Standing on the players' lawn after Williams had defeated Germany's Angelique Kerber in straight sets, Mouratoglou spoke of his relief. Not relief that the Californian had finally put herself level with Steffi Graf's modern era record of 22 Grand Slam titles, but relief that "Serena is back", having not been herself in her defeats in this year's Australian Open and Roland Garros finals.
"If I'm totally honest, I'm not relieved to have the 22nd, I'm relieved to have Serena back. Everything depends on that,” said the Frenchman. “I don't look at the reward, I look at how to achieve it. There was something missing for a few months and the thing that was missing was just Serena. The tennis player was there but Serena as a person wasn't really herself, so she was much more beatable.
"She got that back over time. I think we didn't realise how much time she needed to recover from the loss at the US Open [to Roberta Vinci in the semi-finals last year]. Maybe I'm being wrong, but that's how I feel.
"I spoke to her on the phone a few days after the Roland Garros final and I thought to myself, 'OK, she's back'. She sounded like Serena and before she wasn't. She was thinking like Serena. She's probably the greatest of all-time so she's probably not thinking like everyone else. That's what's so special, and she didn't lose that, it's come back. It was just lost for a few months."
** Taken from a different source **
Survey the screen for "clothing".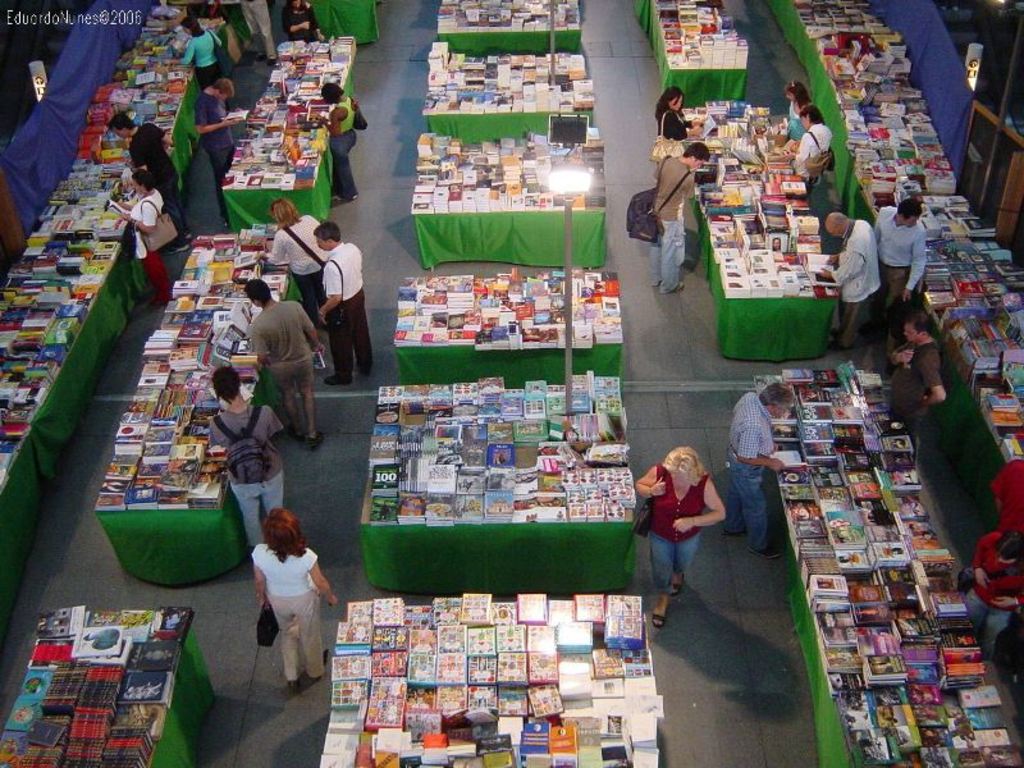
Survey found: bbox=(264, 200, 351, 301).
Mouratoglou said that Kerber made it "tough" for Williams. "Kerber played really well. Kerber is very difficult to manipulate on a tennis court because she reads the game so well. She has a good answer to all the problems. But she's a bit predictable, otherwise we would have been in trouble. Serena did the job.
"What you saw today, what you saw in the semis and what you saw in the second round [against Christina McHale] - that was Serena. When she was in trouble, boom, boom, she did it. When she needed to close, boom, she did it. That is Serena. I didn't see that for months."